Just a note re the hawks: the birds in the photos are two different types of hawks. The reddish breast on one looks like a red tailed hawk. The other one has a distinctly differently patterned belly and chest, most likely a red shouldered hawk. Unlikely that they are the same bird, a week apart. There's Visual Evidence.

-- A. Ziner (email)


Hawk difference

Yes, you're right.

-- ET


Still another hawk, the rare New England "Iron Hawk" (Buteo ferrous), visited the large Tong Bird of Paradise:





Buteo ferrous is a new piece, made from tool steel:

-- Edward Tufte


A Bird of Paradise by Pierre-Joseph Redouté:

-- Edward Tufte


Birds photographed

Bird of Paradise flowers in our studio. Photographs by Andrei Severny.




-- Edward Tufte


Tong Bird during winter storm

Big Tong Bird with a couple of the Millstone pieces:




-- Edward Tufte




Threads relevant to sculpture:
Ace and Porta do multimedia
Airspaces
Bird Series
Aluminum and stainless steel; many, many pieces moving in the air.
Bouquet sculpture series--and Walking, Seeing, Constructing
Beginning of Bouquet series (now 7); along with theoretical statement beginning the volume 5 project.
Buddha with Bird Nest: sculpture
Complex sculptural shapes
Dear Leader I: landscape sculpture May 2006
Narrative piece about some mysterious porcelain objects in a stainless steel perspective box.
Dog sculpture (Porta the Portuguese Water Dog)
ET Modern
ET museum/gallery in the Chelsea Art District in New York 2010-2013.
ET show at George Champion Modern Shop
ET gallery show in Woodbury, Connecticut.
Escaping Flatland sculptures
Ten large stainless steel pieces in the landscape generate many views and painted color fields as the sun moves across the sky and the season changes.
Feynman Diagrams, Edward Tufte sculptures and exhibits
The Conceptual and Cognitive Art of Feynman Diagrams. Art show + 16 page essay.
Flame Theater
Georgia O'Keeffe and Escaping Flatland
Hogpen Hill #1: sculpture installed August 2006
First major piece (24 feet light, stainless steel) installed in new 122 acre sculpture park underway in Woodbury, Connecticut.
Ironstone artworks, torqued steel
Magritte's Smile
Masks Quartet, 2011
bronze casting
Megaliths, Continuous and Silent, Stuctures of Unknown Significance
Stone+air artworks. Scuplture, megaliths
Millstone sculpture series
Massive industrial pieces sorting out circles and light. Redesigning and repurposing scrap from nuclear power plant.
Multiplicity in visual experiences (ET presentation for a museum show)

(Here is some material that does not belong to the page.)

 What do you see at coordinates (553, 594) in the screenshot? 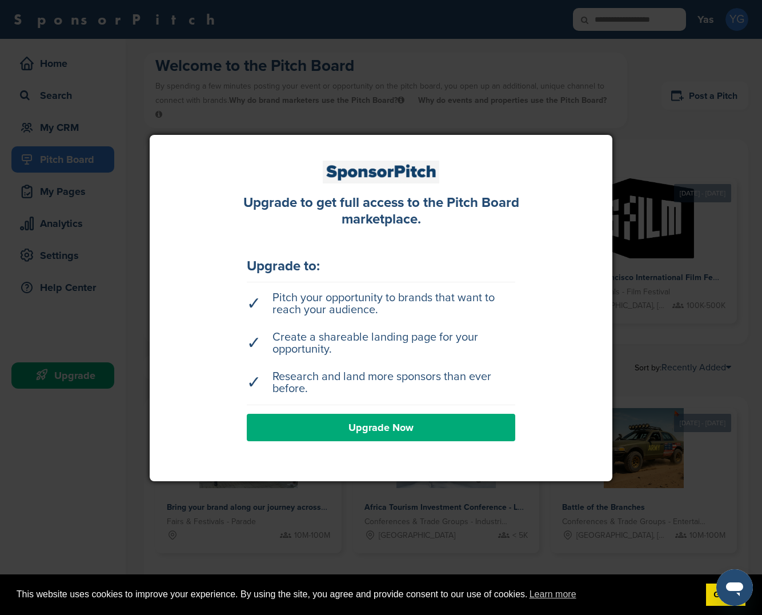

Nine reviews of ET's Aldrich Museum sculpture show
ET museum show in Connecticut 2009-2010
Open-Ended
Paradox sculptures
Petals 1-3
Aluminum hyperbolic paraboloids in the landscape reflect light and shadow. The pieces move with the contour of the land.
Philosophical Diamond Signs
Philosophical alerts, imperatives, and thoughts about the path past and future.
Rocket Science
~32 feet (10 m) high and ~72 feet (22 m) long, and is constructed from ~48,000 pounds (22,000 kg) of rusting scrap steel
Rocket Science #2 (Lunar Lander)
Rocket Science 3: Airstream Interplanetary Explorer
Sculpture Forgings
Steel forging mounted on wood base. Blacksmithing video.
Sculpture: Negative space studies
Three table pieces; strong positive elements create active negative volumes (the air) to torque. Movies.
Seeing Around: New ET essay published
Skewed Machine
Spring Arcs, an ET landscape sculpture
Four solid stainless steel arcs in the landscape. Long thread, many photographs on meaning, construction, viewing of the piece.
Stainless steel images: anisotropic calligraphy
Big series of engraved 3D anisomorphic images that move with light.
Steel sculptures
Rough, thick, rusting steel, with surface images in the steel's patina.
Table sculptures
About a dozen major table pieces in wood, steel, stainless steel.
The Drawing Center fax show: ET exhibits
The Twigs: Landscape artworks made from steel and air
The beautiful Twig. Steel, 32 feet high, with accompanying thread on reading the piece and the complexities of modeling large 3D objects.
Theater Museum artworks
Towers: a new memorial for 9/11
Visual complexities of light, shadow, perpsective. Perforated stainless steel.